London
Toyah Wilcox stars in Chris Goode’s 40th anniversary production
There is an innate theatricality to Derek Jarman’s cult film. A punk classic celebrating its 40th anniversary next year, Jubilee zaps Queen Elizabeth I into a destitute contemporary Britain. Buckingham Palace has been sold off to a music label and turned into recording studios. The rest of the country has been left to rot and, in the wastelands, anarchic girl gangs and queer artists run riot, shagging and killing anything in sight. They could be the sisters of Anthony Burgess’ droogs – just better dressed.
Designer Chloe Lamford turns the whole Royal Exchange into their squat. Union Jacks are strewn from the balconies. Graffiti is scrawled all over the walls so that political slogans and swearwords fight for space. Two naked young men, Angel and Sphinx, cavort on a mattress, and a brassy young woman in a bright orange lifejacket blasts the audience with machine gun fire – that’s Mad. Others tear around in bondage gear and jumpsuits, croc shoes and both sorts of crown jewels. They’re a joyous and riotous bunch led by Travis Alabanza’s schoolmarmish Amyl Nitrate, our impish emcee for the evening dressed in baby pinks and pearls: "A f••klot’s happened since The End of History," they say.
Between them, this lot suffocate one-night-stands and harangue innocent waitresses, but they also throw vast queer, artsy parties and loll about in tender post-coital tangles. One picks up a brilliant busker – Yandass Ndlovu is charisma personified as the body-popping, poetry-spouting Kid. Another carves the word ‘F**k’ into her back. Violence and gentleness smack into each other; anarchy and kindness go head to head. Chinz mingles with chaos.
It adds up to a cock-eyed state of the nation piece that simultaneously celebrates and savages British identity. Like Jarman, director Chris Goode revels in misrule as civil society falls, yet he’s horrified by the prospect that violence might fill the vacuum. "Is it utopia? Is it dystopia?" Alabanza asks us flirtatiously. Can it be both? Either way, it’s a great fit for Brexit Britain – a nation teetering between collapse and rebirth.
Jubilee sits as awkwardly onstage as it did on screen. The raggedy rhythms and sensory overload turn it into pageant and Toyah Wilcox’s Queen Elizabeth ("Lizzie One Point Zero") sits in the theatre’s balcony in a white silk gown, imperious but intrigued, surveying the stage just as we do.
It’s 40 years since she played Mad, snarling and cackling down Jarman’s camera, and she wears the same neon orange eyeshadow as QE1 today. It’s a masterstroke of casting. Punk has grown up. Its endless present is the past – or is its past, its present? Whichever, it has its own royalty these days, advertising butter on ITV1. "If you were 15 in 1977," Alabanza’s Amyl chides us, "you’re 55 today. You’ve been running the show for years." In all likelihood, punks voted Leave.
Jubilee constantly questions itself as a result – and with it the very possibility of punk in the present. Is a revival of a punk classic radical or restorative? Is it anarchic or heritage? Goode toys with both, sometimes staging a re-enactment of the original, sometimes reinventing it. Where it tips into tribute act – Temi Wilkey gives good Toyah Wilcox as Mad and Lucy Ellinson impersonates her predecessor as performance artist Viv – it also insists on bringing in recent history from "Tony f**king Blair" to "David f**king Cameron."
Really, this is a kind of occupation – a gaggle of misfits, rebels and outsiders squatting the Royal Exchange stage. It claims a big public space to showcase alternative cultures and other possibilities of life, only Goode’s all too aware it’s been invited in. That paradox means Jubilee never fully works, but nor does it really want to either. That’s punk, darlings. That’s punk.
Jubilee runs at the Royal Exchange until 18 November and at the Lyric Hammersmith from 15 February to 10 March.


### Work instruction
Return exactly the final stretch of the records below, opening with the line that contains "xyxy pixel coordinates" and closing with the last line.

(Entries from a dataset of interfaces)
:::

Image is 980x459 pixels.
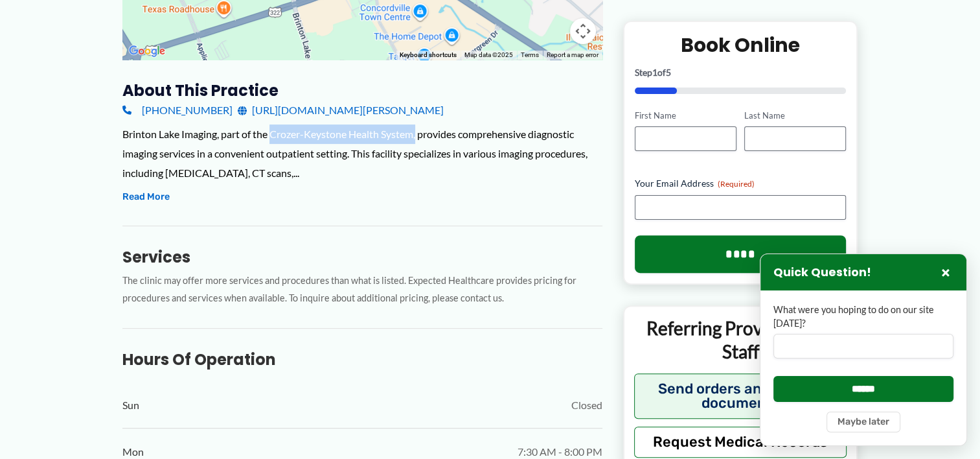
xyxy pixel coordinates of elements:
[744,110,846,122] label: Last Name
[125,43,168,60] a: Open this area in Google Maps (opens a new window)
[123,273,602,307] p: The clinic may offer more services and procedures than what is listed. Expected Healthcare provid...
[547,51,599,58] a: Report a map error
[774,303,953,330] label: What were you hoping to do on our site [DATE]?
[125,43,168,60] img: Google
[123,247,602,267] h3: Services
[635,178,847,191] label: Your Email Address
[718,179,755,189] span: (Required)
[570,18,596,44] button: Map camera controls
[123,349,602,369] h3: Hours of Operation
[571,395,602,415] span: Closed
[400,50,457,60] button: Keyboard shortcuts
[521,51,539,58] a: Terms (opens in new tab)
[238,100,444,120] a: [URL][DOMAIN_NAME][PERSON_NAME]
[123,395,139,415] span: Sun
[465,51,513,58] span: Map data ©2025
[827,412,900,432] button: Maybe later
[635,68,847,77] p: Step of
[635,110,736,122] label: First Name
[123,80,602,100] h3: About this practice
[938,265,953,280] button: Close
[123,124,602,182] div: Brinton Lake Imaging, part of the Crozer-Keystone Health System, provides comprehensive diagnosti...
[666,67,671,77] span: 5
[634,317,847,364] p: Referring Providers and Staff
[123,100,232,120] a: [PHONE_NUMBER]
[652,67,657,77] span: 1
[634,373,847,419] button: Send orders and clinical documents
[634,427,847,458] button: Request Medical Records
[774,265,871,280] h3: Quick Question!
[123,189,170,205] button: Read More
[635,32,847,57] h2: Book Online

:::

### Exercise output
xyxy pixel coordinates of elements:
[744,110,846,122] label: Last Name
[125,43,168,60] a: Open this area in Google Maps (opens a new window)
[123,273,602,307] p: The clinic may offer more services and procedures than what is listed. Expected Healthcare provid...
[547,51,599,58] a: Report a map error
[774,303,953,330] label: What were you hoping to do on our site [DATE]?
[125,43,168,60] img: Google
[123,247,602,267] h3: Services
[635,178,847,191] label: Your Email Address
[718,179,755,189] span: (Required)
[570,18,596,44] button: Map camera controls
[123,349,602,369] h3: Hours of Operation
[571,395,602,415] span: Closed
[400,50,457,60] button: Keyboard shortcuts
[521,51,539,58] a: Terms (opens in new tab)
[238,100,444,120] a: [URL][DOMAIN_NAME][PERSON_NAME]
[123,395,139,415] span: Sun
[465,51,513,58] span: Map data ©2025
[827,412,900,432] button: Maybe later
[635,68,847,77] p: Step of
[635,110,736,122] label: First Name
[123,80,602,100] h3: About this practice
[938,265,953,280] button: Close
[123,124,602,182] div: Brinton Lake Imaging, part of the Crozer-Keystone Health System, provides comprehensive diagnosti...
[666,67,671,77] span: 5
[634,317,847,364] p: Referring Providers and Staff
[123,100,232,120] a: [PHONE_NUMBER]
[652,67,657,77] span: 1
[634,373,847,419] button: Send orders and clinical documents
[634,427,847,458] button: Request Medical Records
[774,265,871,280] h3: Quick Question!
[123,189,170,205] button: Read More
[635,32,847,57] h2: Book Online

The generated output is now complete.